Qualcomm Inks $1.4 Billion Acquisition Deal With Chip Startup NUVIA

Qualcomm

Qualcomm has signed a $1.4 billion deal to acquire NUVIA, a data center chip developer launched by former Apple executives.

Cristiano Amon, Qualcomm president and CEO-elect, said in a press release on Wednesday (Jan. 13) that the two firms have a “strong heritage” of developing cutting-edge technology. The “proven innovators” at NUVIA will complement Qualcomm, he said, and together they “are very well positioned to redefine computing … and drive innovation.”

Amon said the dawn of the 5G era, the acceleration of mobile tech and the intersection of computing and mobile architectures, “are significant opportunities” for Qualcomm.

The addition of NUVIA CPUs will help elevate Qualcomm’s Snapdragon as the platform of choice for the future of connected computing. It will add to Qualcomm’s leading mobile graphics processing unit (GPU), AI engine, DSP and dedicated multimedia accelerators. 

NUVIA CPUs will be integrated into Qualcomm’s catalogue of smartphones, laptops and digital cockpits, as well as Advanced Driver Assistance Systems, extended reality and infrastructure networking solutions, according to the release.

“Creating high performance, low-power processors and highly integrated, complex SoCs are part of our DNA,” said Jim Thompson, chief technology officer of Qualcomm. “Adding NUVIA’s deep understanding of high-performance design and integrating NUVIA CPUs with Snapdragon — together with our industry-leading graphics and AI — will take computing performance to a new level and drive new capabilities for products that serve multiple industries.”  

Silicon Valley’s NUVIA was launched in 2019 by former Apple executives Gerard Williams III, John Bruno and Manu Gulati, all of whom will join Qualcomm, along with their employees. Together, the three have been granted 100 patents across 20 chips engineered at AMD, Apple, Arm, Broadcom and Google, according to NUVIA’s website

The planned acquisition has the support of Qualcomm’s large tech customers, including Microsoft, Google, Samsung, Sony, Sharp, Panasonic and others. 

Qualcomm said at the start of 2020 that it was anticipating to ship 1 billion 5G smartphones by 2023. Amon spoke at last year’s Computer Electronics Show and introduced the Yoga 5G, a Lenovo 5G PC dual-purpose laptop and tablet. The first rollout of 5G laptops is being powered by Qualcomm’s Snapdragon X55 modem.

Ericsson said in November that the rollout of 5G technology is moving quicker than anyone anticipated, thanks in part to the worldwide pandemic. The Swedish telecom equipment giant said is anticipated that 15 percent of the world’s population will live in areas that have 5G.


= Problem to solve =
Whenever a line in the entries below contains the string "history", copy that line.

(Data about app and page elements)

....

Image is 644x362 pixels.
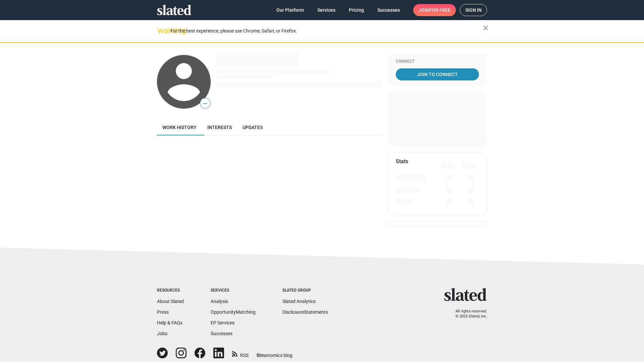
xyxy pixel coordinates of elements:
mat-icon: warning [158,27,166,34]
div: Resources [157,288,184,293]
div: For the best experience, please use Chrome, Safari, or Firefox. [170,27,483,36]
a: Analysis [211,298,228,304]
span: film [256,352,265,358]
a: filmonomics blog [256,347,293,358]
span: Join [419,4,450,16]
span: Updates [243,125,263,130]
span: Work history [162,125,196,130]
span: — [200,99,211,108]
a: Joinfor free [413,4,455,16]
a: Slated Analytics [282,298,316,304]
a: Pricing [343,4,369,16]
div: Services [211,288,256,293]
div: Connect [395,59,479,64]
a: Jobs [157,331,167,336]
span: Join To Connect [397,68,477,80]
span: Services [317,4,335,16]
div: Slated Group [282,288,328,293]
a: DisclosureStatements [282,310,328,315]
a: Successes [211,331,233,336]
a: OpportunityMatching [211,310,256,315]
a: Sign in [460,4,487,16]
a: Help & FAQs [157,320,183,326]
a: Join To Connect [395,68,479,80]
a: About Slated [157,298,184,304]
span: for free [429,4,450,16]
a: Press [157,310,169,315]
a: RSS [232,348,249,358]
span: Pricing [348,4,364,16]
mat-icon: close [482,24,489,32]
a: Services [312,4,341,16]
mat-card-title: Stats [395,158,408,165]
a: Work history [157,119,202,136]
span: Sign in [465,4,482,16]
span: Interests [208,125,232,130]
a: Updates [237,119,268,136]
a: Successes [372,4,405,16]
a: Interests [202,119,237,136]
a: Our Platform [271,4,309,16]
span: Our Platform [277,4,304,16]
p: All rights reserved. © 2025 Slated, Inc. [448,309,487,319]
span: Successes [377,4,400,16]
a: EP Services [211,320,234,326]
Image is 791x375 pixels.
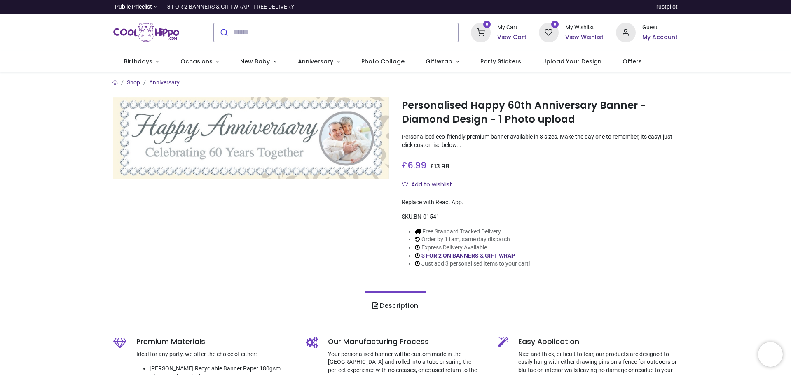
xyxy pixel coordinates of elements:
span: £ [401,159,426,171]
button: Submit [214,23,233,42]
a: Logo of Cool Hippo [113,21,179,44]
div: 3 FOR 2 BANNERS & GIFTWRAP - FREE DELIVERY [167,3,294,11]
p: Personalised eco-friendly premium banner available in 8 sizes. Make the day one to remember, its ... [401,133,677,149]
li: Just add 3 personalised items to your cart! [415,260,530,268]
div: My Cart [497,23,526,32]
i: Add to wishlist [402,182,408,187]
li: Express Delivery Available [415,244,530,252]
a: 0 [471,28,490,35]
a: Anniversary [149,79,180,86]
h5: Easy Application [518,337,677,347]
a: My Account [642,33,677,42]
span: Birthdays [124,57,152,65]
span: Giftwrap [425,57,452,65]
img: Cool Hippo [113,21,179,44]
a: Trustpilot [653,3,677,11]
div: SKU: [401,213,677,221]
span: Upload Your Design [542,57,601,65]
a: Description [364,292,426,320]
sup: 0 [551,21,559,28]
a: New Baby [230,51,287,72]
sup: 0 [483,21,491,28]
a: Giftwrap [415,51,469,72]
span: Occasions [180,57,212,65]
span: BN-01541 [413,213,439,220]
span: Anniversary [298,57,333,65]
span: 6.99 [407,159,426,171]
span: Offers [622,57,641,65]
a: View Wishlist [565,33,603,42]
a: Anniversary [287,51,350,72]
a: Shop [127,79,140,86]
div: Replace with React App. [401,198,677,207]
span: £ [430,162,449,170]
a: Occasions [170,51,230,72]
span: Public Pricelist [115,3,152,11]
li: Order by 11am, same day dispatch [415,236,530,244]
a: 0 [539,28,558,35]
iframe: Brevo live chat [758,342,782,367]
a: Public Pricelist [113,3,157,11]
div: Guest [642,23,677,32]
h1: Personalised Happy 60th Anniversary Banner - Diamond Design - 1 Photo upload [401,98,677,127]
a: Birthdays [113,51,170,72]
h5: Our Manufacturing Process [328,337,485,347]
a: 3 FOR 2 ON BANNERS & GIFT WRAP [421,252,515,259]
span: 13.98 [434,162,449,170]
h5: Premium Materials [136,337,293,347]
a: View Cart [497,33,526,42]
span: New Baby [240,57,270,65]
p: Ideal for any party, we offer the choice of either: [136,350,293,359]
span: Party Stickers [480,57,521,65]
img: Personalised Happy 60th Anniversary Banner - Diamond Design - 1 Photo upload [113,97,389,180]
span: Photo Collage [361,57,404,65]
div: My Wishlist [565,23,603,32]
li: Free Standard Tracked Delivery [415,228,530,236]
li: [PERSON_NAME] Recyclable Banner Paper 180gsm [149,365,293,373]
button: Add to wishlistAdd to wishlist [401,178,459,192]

....

= Response =
span: Work history [162,125,196,130]
a: Work history [157,119,202,136]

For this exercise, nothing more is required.